Hulond Humphries, the former Alabama high school principal who set off a furor with his proposed ban on racially mixed couples at the school prom, has been virtually guaranteed the position of superintendent of the same district that fired him.
Mr. Humphries won 57 percent of the vote in a run-off of the Democratic primary election last month for the superintendency of the 2,400-student Randolph County school district. He does not have a Republican challenger in the November election.
Mr. Humphries’ inflammatory comments to a student on racial mixing brought national attention to the town of Wedowee two years ago.
The U.S. Department of Justice, which investigated the incident, eventually forced the local school board to remove him from his job as principal of Randolph County High School. He was allowed to remain as a consultant to the district. (See Education Week, Sept. 7, 1994.)
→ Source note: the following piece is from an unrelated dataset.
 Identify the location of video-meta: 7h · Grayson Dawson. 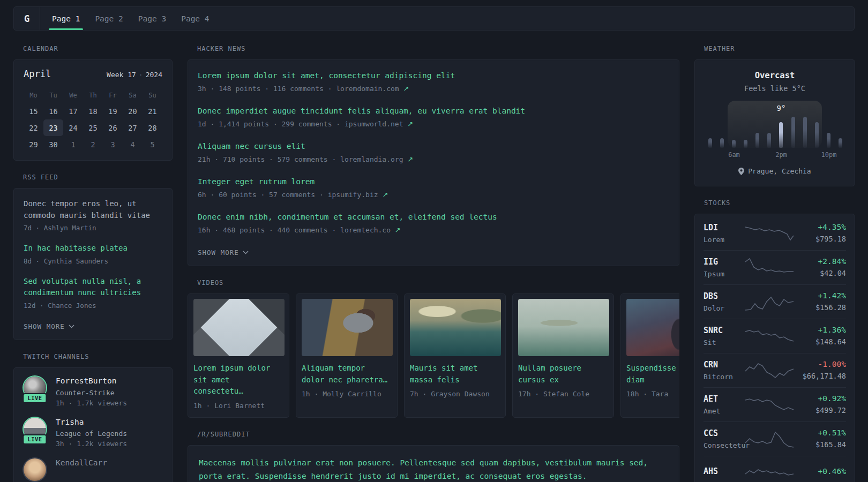
(455, 394).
The primary vote came as a shock to some in the county’s black community. “I think a lot is attributable to the fact that the African-American population didn’t turn out as much as they could have and should have,” said school board member Charlotte Clark-Frieson, a vocal opponent of Mr. Humphries and the president of the local NAACP.
Federal Approval Needed
The chancellor of the New York City schools cannot suspend members of local school boards without the approval of the U.S. attorney general, the U.S. Department of Justice has determined.
The decision, which Mr. Crew called “as unusual as it is disappointing,” stems from the department’s review of a state law intended to block suspended board members from swiftly regaining their seats.
The law, passed in March, authorizes the chancellor to control four community school boards for up to one year after the election of members who have been suspended for alleged gross mismanagement or corruption.
The federal Voting Rights Act, however, empowers the Justice Department to review actions that might undermine the voting power of minority groups in areas with a history of discrimination--including New York’s Brooklyn, Bronx, and Manhattan boroughs.
In an interview with The New York Times, Mr. Crew said he feared that the new requirement of federal approval would delay and hamper his ability to remove corruption and incompetence from the community boards.
Mr. Crew could appeal the department’s decision.
Rethinking History
The school board of the Hudson, Ohio, district will reconsider adopting a popular American history textbook at a special meeting this week.
The board failed last month to approve The American People: Creating a Nation and a Society after Robert Lattimer, the head of the local chapter of Citizens for Excellence in Education, a conservative parents’ group, complained to the board the book presented a “pessimistic view” of American history and that it also contained an “an overabundant supply of material on women, African-Americans, [and] Native Americans,” among other criticisms.
In print for 12 years, the textbook has appeared in three editions and is used by many high school honors classes, according to Addison Wesley Longman Publishers in New York City.
Two of the five board members in the 5,400-student district voted in favor of the text, one voted against, and two abstained.
State law requires the approval of a majority of school board members for a text to be adopted.
New Catholic School
The Archdiocese of Detroit has announced plans to build its first new Roman Catholic school in three decades.
To be located in the fast-growing suburb of Canton, Mich., the new school will serve about 220 students in grades K-4 in the 1997-98 school year. By its fourth year, school expects to have about 1,000 K-8 students.
The Detroit area has 174 Catholic schools, the most recent of which was built more than 30 years ago.
Archdiocese officials believe the new school signals a resurgence of interest in Catholic schooling.